China considers global bond

The People''s Republic of China looks set to re-enter the international bond markets in November with a new dollar benchmark via Goldman Sachs, JP Morgan and Morgan Stanley Dean Witter.

Market participants have been awaiting a new sovereign deal from China almost to the day since the launch of its last transaction nearly two years ago in December 1998. Numerous false dawns in the intervening period, however, had led many bankers to automatically dismiss recurrent rumours of the sovereign's return out of hand. 

Yet this time round, bankers close to the government, agree that there is a 70% to 80% chance of a deal being printed, with November said to be the favoured month for launch. Certainly if the sovereign is to return this year, it will not want to repeat the mistake of its last deal, which was priced in the middle of December and felt to have suffered from coming too close to year end.

In terms of size and maturity, on the other hand, the new deal is said likely to match the last and will comprise a $1 billion global transaction with a 10 year maturity. It is a strategy based on the fact that the sovereign's yield curve is currently dominated by short dated transactions out to 2004, with gaps at five, seven and 10 years. With intermediate maturities at 2006 and 2008, there is then an even larger gap out to 2027.

"The market desperately needs a new issue from the sovereign, since its benchmark 2008 issue is hardly current," argues one banker. "China's spread have been very range-bound for some months and a new deal could give the credit renewed impetus."

Nevertheless, despite its long market absence, the PRC has managed to just push inside the secondary market spreads of its most comparable regional benchmarks, KCRC (Kowloon Canton Railway Corporation) and MTR Corp (Mass Transit Railway Corporation). According to traders, the Republic's 2008 bond is, for example, currently trading at a bid/offer spread of 170bp/155bp over Treasuries, versus spreads of 195bp/185bp for KCRC's 2010 bond and 184bp/177bp for the MTR's 2009 bond.

Traditionally, the market has taken Moody's view that Hong Kong's sovereign-related credits should trade within the bid/offer spread of the most comparable Chinese benchmark. In practise this has meant that although A3/BBB-rated China can trade either flat or through A3/A-rated Hong Kong, it has tended to trade slightly wider.

Timing of the deal is also being pushed by increasingly positive sentiment towards China's macro picture. WTO accession and the Mainland's restructuring programme have been underpinned by growth figures that have exceeded most economists targets. Having grown by 8.2% over the first half of the year on the back of increased export growth, there is a consensus that the country should average 7.8% growth by year-end, up from 7.1% last year.

Should a transaction emerge, Goldman Sachs, JP Morgan and Morgan Stanley Dean Witter will each have bookrunner's status. The three have held a sovereign dollar mandate since the beginning of the year when Merrill Lynch was replaced by JP Morgan after the bank lost its influential China head Yichen Zhang.

The sovereign has a habit of rotating mandates among the US investment banking fraternity, although in the past it has tended to select two rather than three bookrunners. It's last deal was led by Credit Suisse First Boston and Goldman Sachs and comprised a $1 billion 10 year deal priced at 99.678 with a coupon of 7.3% to yield 280bp over Treasuries.

At the time, the sovereign made clear its intention to launch a maiden euro-denominated offering in the early months of 1999, but dropped the plan after the currency began to falter. This mandate was initially held by Merrill Lynch and Paribas, although the former soon ceded its slot to Deutsche Bank after it decided it would rather lead the dollar transaction.  

Since then, it has returned once to the Samurai market, launching a Y30 billion ($284 million) transaction in late June to mark 20 years of borrowing in the currency. Led by Merrill Lynch and Nomura, the five year deal was priced at par with a semi-annual coupon of 1.72% to yield 40bp over Yen-Libor, or 50bp on a dollar Libor basis.

Like most Chinese deals, there was a strong back-stop bid from the Republic itself, with 60% of the deal placed overseas, over which half was said to have been absorbed by Mainland-related accounts.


> TASK DIRECTIONS: Lines that include the string "panel" are the ones to copy from the entries below.
┌─ AVAILABLE DATA
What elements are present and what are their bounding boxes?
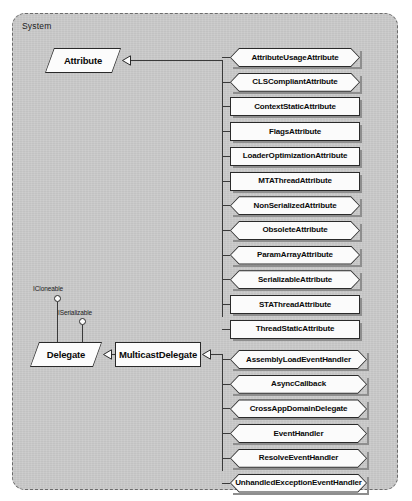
class-box-crossappdomaindelegate[interactable]: CrossAppDomainDelegate bbox=[230, 399, 367, 418]
class-box-asynccallback[interactable]: AsyncCallback bbox=[230, 375, 367, 394]
box-shadow bbox=[367, 452, 369, 470]
box-shadow bbox=[233, 289, 360, 291]
box-shadow bbox=[233, 418, 367, 420]
box-shadow bbox=[360, 51, 362, 69]
connector-iserializable-stem bbox=[82, 325, 83, 343]
box-shadow bbox=[233, 191, 360, 193]
class-box-contextstaticattribute[interactable]: ContextStaticAttribute bbox=[230, 97, 360, 116]
box-shadow bbox=[233, 394, 367, 396]
connector-stub bbox=[222, 82, 230, 83]
generalization-arrow-delegate bbox=[103, 349, 112, 360]
connector-attribute-spine bbox=[130, 60, 222, 61]
class-box-delegate-label: Delegate bbox=[30, 342, 102, 367]
box-shadow bbox=[367, 353, 369, 371]
class-box-assemblyloadeventhandler[interactable]: AssemblyLoadEventHandler bbox=[230, 350, 367, 369]
connector-stub bbox=[222, 384, 230, 385]
class-box-eventhandler[interactable]: EventHandler bbox=[230, 424, 367, 443]
box-shadow bbox=[360, 125, 362, 143]
connector-stub bbox=[222, 458, 230, 459]
connector-stub bbox=[222, 433, 230, 434]
class-box-label: UnhandledExceptionEventHandler bbox=[230, 474, 367, 493]
class-box-paramarrayattribute[interactable]: ParamArrayAttribute bbox=[230, 246, 360, 265]
box-shadow bbox=[233, 443, 367, 445]
diagram-canvas: System Attribute AttributeUsageAttribute… bbox=[0, 0, 412, 501]
box-shadow bbox=[367, 477, 369, 495]
box-shadow bbox=[360, 150, 362, 168]
class-box-label: NonSerializedAttribute bbox=[230, 196, 360, 215]
box-shadow bbox=[360, 175, 362, 193]
connector-stub bbox=[222, 230, 230, 231]
box-shadow bbox=[360, 273, 362, 291]
class-box-nonserializedattribute[interactable]: NonSerializedAttribute bbox=[230, 196, 360, 215]
connector-stub bbox=[222, 408, 230, 409]
class-box-label: MTAThreadAttribute bbox=[231, 173, 359, 190]
box-shadow bbox=[367, 378, 369, 396]
class-box-label: SerializableAttribute bbox=[230, 270, 360, 289]
box-shadow bbox=[233, 339, 360, 341]
class-box-attribute-label: Attribute bbox=[45, 48, 121, 73]
connector-stub bbox=[222, 106, 230, 107]
connector-stub bbox=[222, 279, 230, 280]
class-box-unhandledexceptioneventhandler[interactable]: UnhandledExceptionEventHandler bbox=[230, 474, 367, 493]
class-box-resolveeventhandler[interactable]: ResolveEventHandler bbox=[230, 449, 367, 468]
class-box-loaderoptimizationattribute[interactable]: LoaderOptimizationAttribute bbox=[230, 147, 360, 166]
class-box-flagsattribute[interactable]: FlagsAttribute bbox=[230, 122, 360, 141]
connector-stub bbox=[222, 156, 230, 157]
system-package-label: System bbox=[22, 21, 52, 31]
connector-stub bbox=[222, 181, 230, 182]
box-shadow bbox=[233, 265, 360, 267]
box-shadow bbox=[360, 76, 362, 94]
box-shadow bbox=[233, 240, 360, 242]
box-shadow bbox=[233, 314, 360, 316]
class-box-attribute[interactable]: Attribute bbox=[45, 48, 121, 73]
interface-lollipop-icloneable[interactable] bbox=[54, 295, 61, 302]
class-box-stathreadattribute[interactable]: STAThreadAttribute bbox=[230, 295, 360, 314]
connector-delegate-trunk bbox=[222, 354, 223, 471]
box-shadow bbox=[360, 100, 362, 118]
box-shadow bbox=[233, 468, 367, 470]
class-box-label: AsyncCallback bbox=[230, 375, 367, 394]
box-shadow bbox=[233, 116, 360, 118]
box-shadow bbox=[360, 298, 362, 316]
class-box-threadstaticattribute[interactable]: ThreadStaticAttribute bbox=[230, 320, 360, 339]
interface-lollipop-iserializable[interactable] bbox=[79, 318, 86, 325]
box-shadow bbox=[233, 141, 360, 143]
class-box-label: EventHandler bbox=[230, 424, 367, 443]
box-shadow bbox=[233, 67, 360, 69]
interface-label-iserializable: ISerializable bbox=[58, 309, 92, 316]
box-shadow bbox=[360, 249, 362, 267]
generalization-arrow-multicast-delegate bbox=[202, 349, 211, 360]
connector-stub bbox=[222, 483, 230, 484]
box-shadow bbox=[233, 215, 360, 217]
connector-stub bbox=[222, 329, 230, 330]
box-shadow bbox=[360, 199, 362, 217]
box-shadow bbox=[233, 92, 360, 94]
class-box-label: AssemblyLoadEventHandler bbox=[230, 350, 367, 369]
class-box-mtathreadattribute[interactable]: MTAThreadAttribute bbox=[230, 172, 360, 191]
class-box-serializableattribute[interactable]: SerializableAttribute bbox=[230, 270, 360, 289]
class-box-obsoleteattribute[interactable]: ObsoleteAttribute bbox=[230, 221, 360, 240]
generalization-arrow-attribute bbox=[122, 55, 131, 66]
connector-multicast-spine bbox=[210, 354, 222, 355]
class-box-label: FlagsAttribute bbox=[231, 123, 359, 140]
class-box-label: CrossAppDomainDelegate bbox=[230, 399, 367, 418]
class-box-label: ContextStaticAttribute bbox=[231, 98, 359, 115]
connector-stub bbox=[222, 359, 230, 360]
class-box-label: ResolveEventHandler bbox=[230, 449, 367, 468]
class-box-clscompliantattribute[interactable]: CLSCompliantAttribute bbox=[230, 73, 360, 92]
box-shadow bbox=[367, 427, 369, 445]
class-box-label: LoaderOptimizationAttribute bbox=[231, 148, 359, 165]
box-shadow bbox=[360, 224, 362, 242]
connector-stub bbox=[222, 304, 230, 305]
class-box-label: AttributeUsageAttribute bbox=[230, 48, 360, 67]
class-box-label: ObsoleteAttribute bbox=[230, 221, 360, 240]
box-shadow bbox=[367, 402, 369, 420]
class-box-delegate[interactable]: Delegate bbox=[30, 342, 102, 367]
connector-stub bbox=[222, 57, 230, 58]
class-box-label: STAThreadAttribute bbox=[231, 296, 359, 313]
class-box-multicast-delegate[interactable]: MulticastDelegate bbox=[115, 342, 201, 367]
box-shadow bbox=[233, 493, 367, 495]
class-box-label: CLSCompliantAttribute bbox=[230, 73, 360, 92]
class-box-attributeusageattribute[interactable]: AttributeUsageAttribute bbox=[230, 48, 360, 67]
box-shadow bbox=[360, 323, 362, 341]
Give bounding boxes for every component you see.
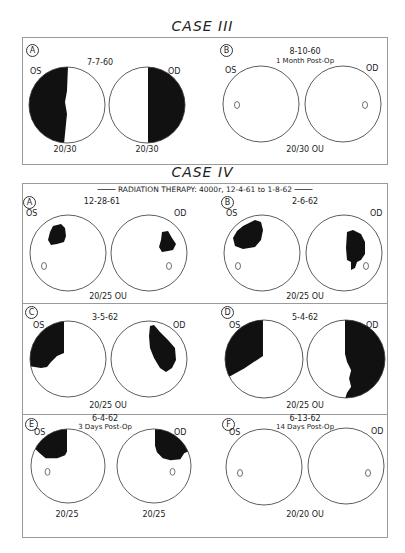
visual-field-os [28,66,106,144]
case-iv-title: CASE IV [0,164,405,180]
panel-letter-a: A [26,44,39,57]
visual-field-od [305,214,383,292]
visual-field-od [108,66,186,144]
blind-spot-icon [170,468,175,475]
panel-date: 6-4-62 [92,414,118,423]
visual-field-os [222,65,300,143]
combined-acuity: 20/20 OU [286,510,324,519]
panel-letter-b: B [221,196,234,209]
panel-date: 2-6-62 [292,197,318,206]
combined-acuity: 20/25 OU [286,292,324,301]
acuity-od: 20/25 [142,510,165,519]
panel-letter-d: D [221,306,234,319]
row-divider [22,303,388,304]
blind-spot-icon [45,468,50,475]
visual-field-od [306,319,386,399]
visual-field-od [304,65,382,143]
blind-spot-icon [235,102,240,109]
combined-acuity: 20/30 OU [286,145,324,154]
acuity-os: 20/30 [53,145,76,154]
panel-date: 12-28-61 [84,197,120,206]
blind-spot-icon [363,102,368,109]
visual-field-os [225,428,303,506]
visual-field-os [223,214,301,292]
blind-spot-icon [364,263,369,270]
radiation-therapy-note: RADIATION THERAPY: 4000r, 12-4-61 to 1-8… [98,185,313,194]
visual-field-os [224,319,304,399]
case-iii-title: CASE III [0,18,405,34]
visual-field-os [30,428,106,504]
combined-acuity: 20/25 OU [89,292,127,301]
visual-field-od [110,214,188,292]
panel-letter-b: B [220,44,233,57]
panel-letter-a: A [23,196,36,209]
visual-field-od [307,427,385,505]
visual-field-os [29,214,107,292]
panel-letter-c: C [25,306,38,319]
blind-spot-icon [167,263,172,270]
blind-spot-icon [236,263,241,270]
blind-spot-icon [42,263,47,270]
blind-spot-icon [366,470,371,477]
combined-acuity: 20/25 OU [286,401,324,410]
acuity-od: 20/30 [135,145,158,154]
panel-date: 6-13-62 [289,414,320,423]
radiation-therapy-text: RADIATION THERAPY: 4000r, 12-4-61 to 1-8… [118,185,292,194]
visual-field-od [110,320,188,398]
panel-date: 8-10-60 [289,47,320,56]
blind-spot-icon [238,470,243,477]
combined-acuity: 20/25 OU [89,401,127,410]
visual-field-od [116,428,192,504]
row-divider [22,414,388,415]
acuity-os: 20/25 [55,510,78,519]
panel-note: 1 Month Post-Op [276,57,334,65]
visual-field-os [29,320,107,398]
└─
> FINISHED TASK:
panel-letter-a: A [26,44,39,57]
panel-date: 6-4-62 [92,414,118,423]
panel-letter-b: B [221,196,234,209]
panel-date: 2-6-62 [292,197,318,206]
panel-letter-d: D [221,306,234,319]
panel-date: 12-28-61 [84,197,120,206]
panel-letter-b: B [220,44,233,57]
panel-letter-a: A [23,196,36,209]
panel-letter-c: C [25,306,38,319]
panel-date: 6-13-62 [289,414,320,423]
panel-date: 8-10-60 [289,47,320,56]
panel-note: 1 Month Post-Op [276,57,334,65]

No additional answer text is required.